Burma’s new ‘civilian’ government – staffed mostly by former generals – is ushering in a wave of reforms that even some of the country’s most hardened dissidents are welcoming with cautious optimism.
By Antoine Clapik
LE TEMPS/Worldcrunch
LE TEMPS/Worldcrunch
RANGOON – A perestroika wind is blowing through Rangoon these days after the formation, last spring, of a civilian government mostly made up of former generals from the cruel and corrupt military junta. The generals dissolved the former junta on March 30. Six months later there is clear evidence that a process meant to lead Burma toward “disciplined democracy” – the stated goal of the country’s leaders – is taking place.
“We are currently enjoying a degree of real, political liberty. I am today more optimistic than I was several months ago,” says Toe Kyaw Hlaing, who presided over the medical students union during the democratic movement of 1988. Burmese soldiers drowned that movement in blood.
Given Hlaing’s background and political leanings, his comments speak volumes about the changes currently taking place. Hlaing is in regular contact with opposition leader and iconic dissident Aung San Suu Kyi, who for the first time is willing to publicly express some optimism.
‘The Lady,’ as Suu Kyi is often referred to, still weighs her words carefully. But there is a noticeable contrast with the skepticism she had just after her release, in November 2010, following seven years of house arrest.
Suu Kyi met face-to-face with President Thein Sein last month. She told reporters later that Mr. Sein is indeed seeking “positive” changes. In a Sept. 18 interview with the AFP, however, she said there are “legitimate questions” about how far he is willing to go with the reforms.
Nothing much is known about the content of the discussions from their unexpected meeting. Either way, the tête-à-tête vividly symbolized the opening up of politics. At one point during the encounter, according to a Burmese source, the wife of the president spontaneously hugged the former opponent of the regime.
How far will the reforms go?
Most analysts question how long the government’s newfound openness and transparency will last. “For now, the reformists have their hand on the State apparatus,” says an anonymous source familiar with the inner circle of power. “But if the democratization process goes too far, the tough ones, the henchmen of the former dictator, Than Shwe, are ready to carry out a coup.”
Relations are reportedly tense between the president and his second in command, Vice President Tin Aung Myint Oo. The vice president leads a faction of ultraconservatives who are little inclined to accept much liberalization of the system.
“The president must move quickly if he wants to keep the opposing faction from regaining control,” says Kin Zaw Win, a veteran human rights activist who was released in 2005 after 11 years in prison.
Zaw Win, a former dentist, presents himself as a supporter of ‘the third force.’ In many ways he embodies the evolution of political change in Burma. “I am neither for the government nor for [Suu Lyi’s] National League for Democracy,” he explains. “In Burma, we tend to see choices in black and white. The third force is in the gray area.”
The winds of change
Historically speaking, the president’s ‘liberal’ faction has hardly been a champion for things like freedom of expression. Yet is it showing a commitment to reform, particularly in the field of economics. Once controlled tightly by the junta, Burma’s economy is beginning to open up. “The economy,” one observers notes, “is the real mechanism driving this political openness.”
Who would have thought President Sein, of all people, would be the person opening Burma to the winds of change? “Not many,” say foreign analysts in Rangoon, the country’s economic capital. A former prime minister, Sein spent his entire career in the very military apparatus that has controlled the country for the past half-century.
No one had grand illusions that last year’s general elections, which many observers say were rigged, would change much for Burma. Voters overwhelmingly elected the party in power, the Union Solidarity and Development Party (USDP). Burmese law also reserves 35% of the seats in parliament for the army.
But things sped up abruptly during this year’s drawn-out summer monsoon season. Press censorship has significantly been relaxed. “We now talk regularly about [Aung San Suu Kyi] in our columns, even if we are still submitted to censorship before publication,” says Thomas Kean, editor-in-chief of the English edition of the weekly The Myanmar Times
There are other signs of things opening up. On Aug. 17, President Sein announced that the country’s political exiles could return home. Rumors spread of an eventual and gradual release of some 2,100 political prisoners. So far, however, nothing concrete has indicated that amnesty will take place soon.
On Aug. 18, the president began peace talks with military groups of ethnic minorities who continue to battle in the border regions. They demand the establishment of a real federation where they could operate autonomously. Without a doubt, this is where prospects are bleakest: the army continues to commit terrible atrocities against the civilian populations in these regions.
As long as these violent acts continue, Europe and the United States are unlikely to lift their economic sanctions against the government, which dreams of international legitimacy. Burma is finally opening itself to change. But it still has a long journey to take if it wants to shed its reputation as a pariah state.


Task to carry out: Output exactly the lines from the one containing "At what (x,y)" through the final line of the entries below, both included, and skip the pictures.

Extracted information:
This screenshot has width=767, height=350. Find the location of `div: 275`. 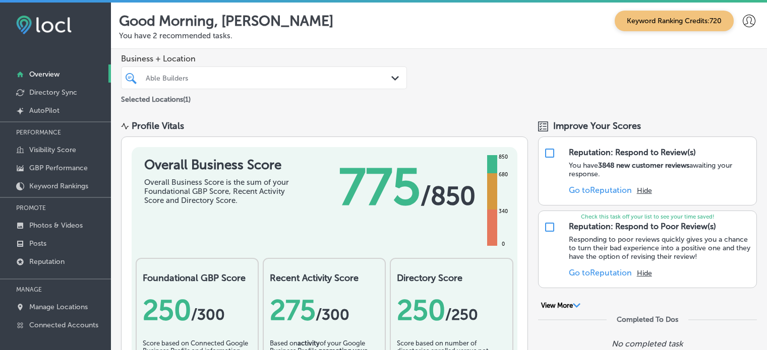

div: 275 is located at coordinates (324, 311).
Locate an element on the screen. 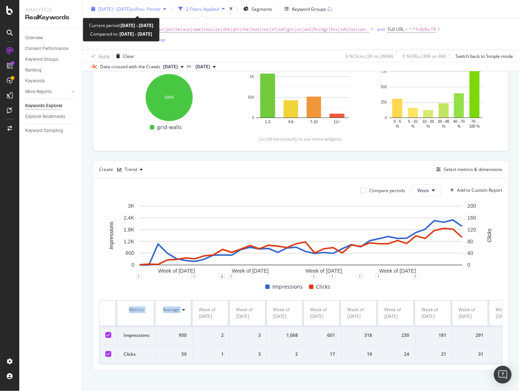 This screenshot has height=391, width=519. div: Content Performance is located at coordinates (47, 49).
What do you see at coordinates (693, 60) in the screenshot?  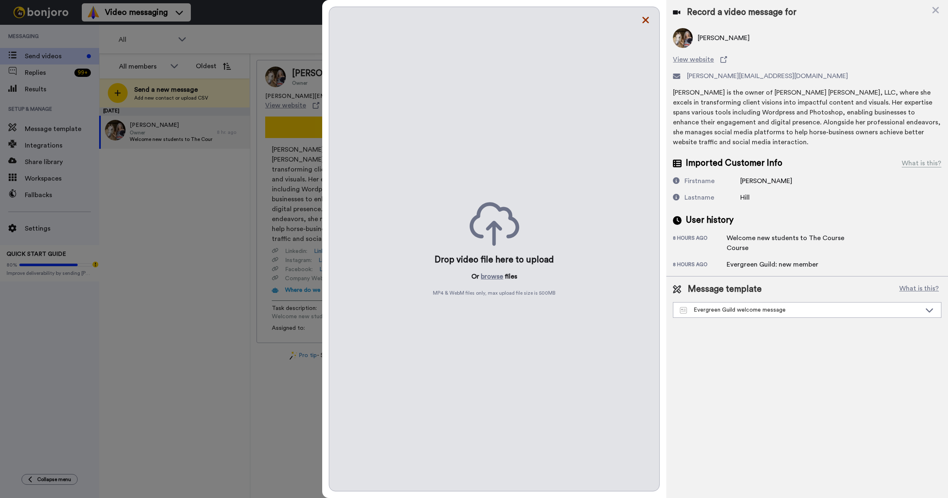 I see `span: View website` at bounding box center [693, 60].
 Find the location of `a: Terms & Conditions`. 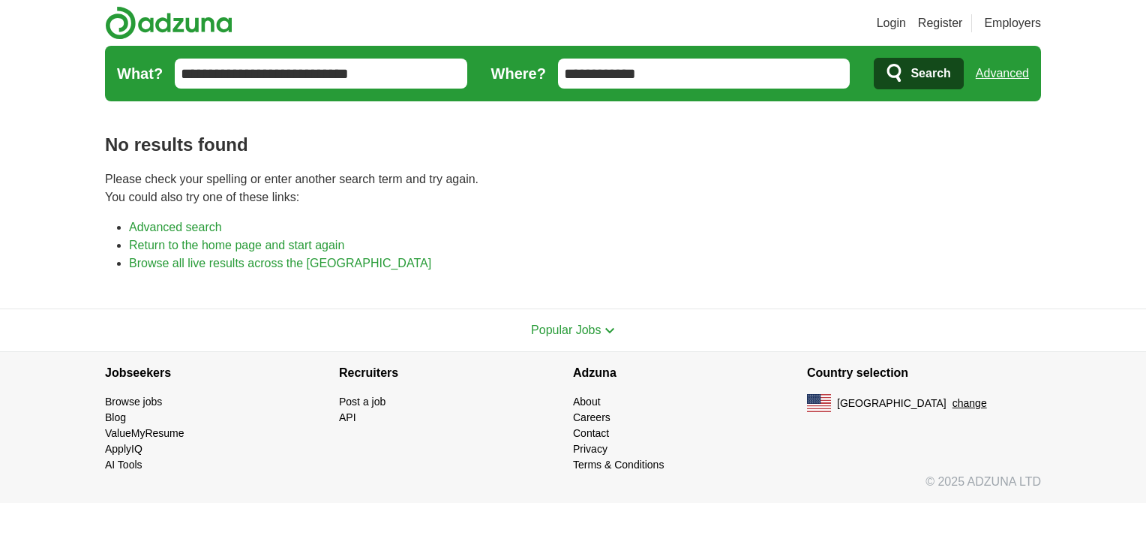

a: Terms & Conditions is located at coordinates (618, 464).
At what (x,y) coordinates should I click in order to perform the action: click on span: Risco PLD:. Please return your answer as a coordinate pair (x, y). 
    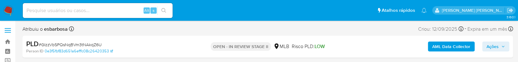
    Looking at the image, I should click on (309, 47).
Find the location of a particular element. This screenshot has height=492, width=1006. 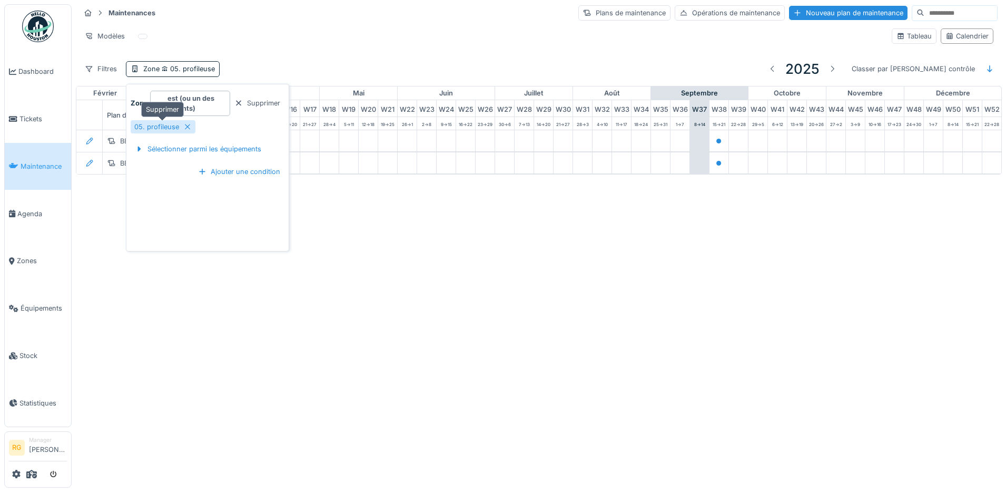

div: novembre is located at coordinates (865, 93).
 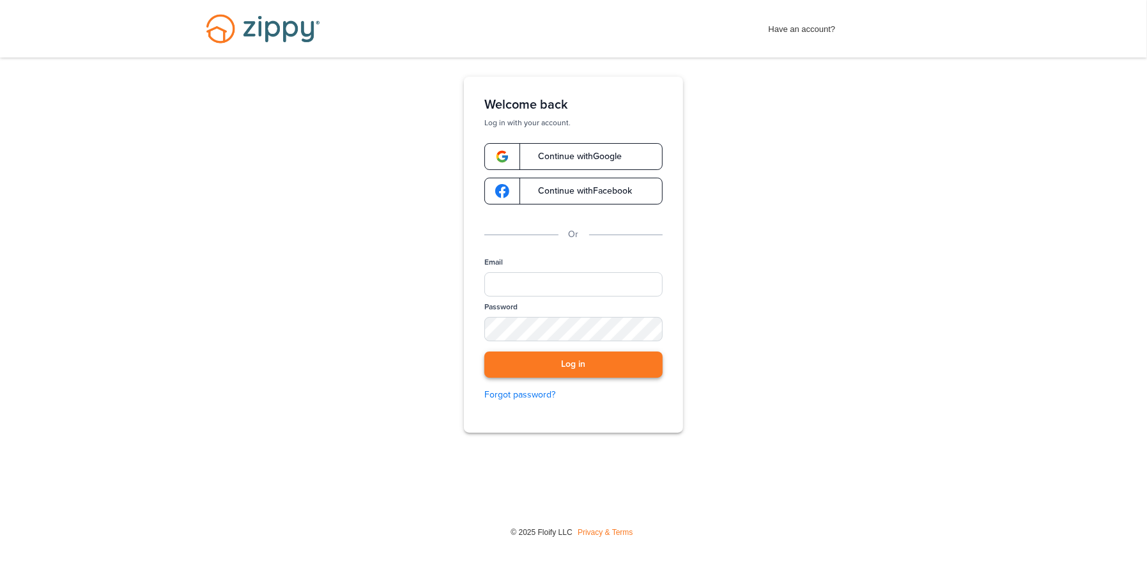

Exercise answer:
At what (x,y) coordinates should I click in order to perform the action: click on span: Risco PLD:. Please return your answer as a coordinate pair (x, y). 
    Looking at the image, I should click on (309, 47).
Find the location of a particular element. This screenshot has height=492, width=1006. 

div: novembre is located at coordinates (865, 93).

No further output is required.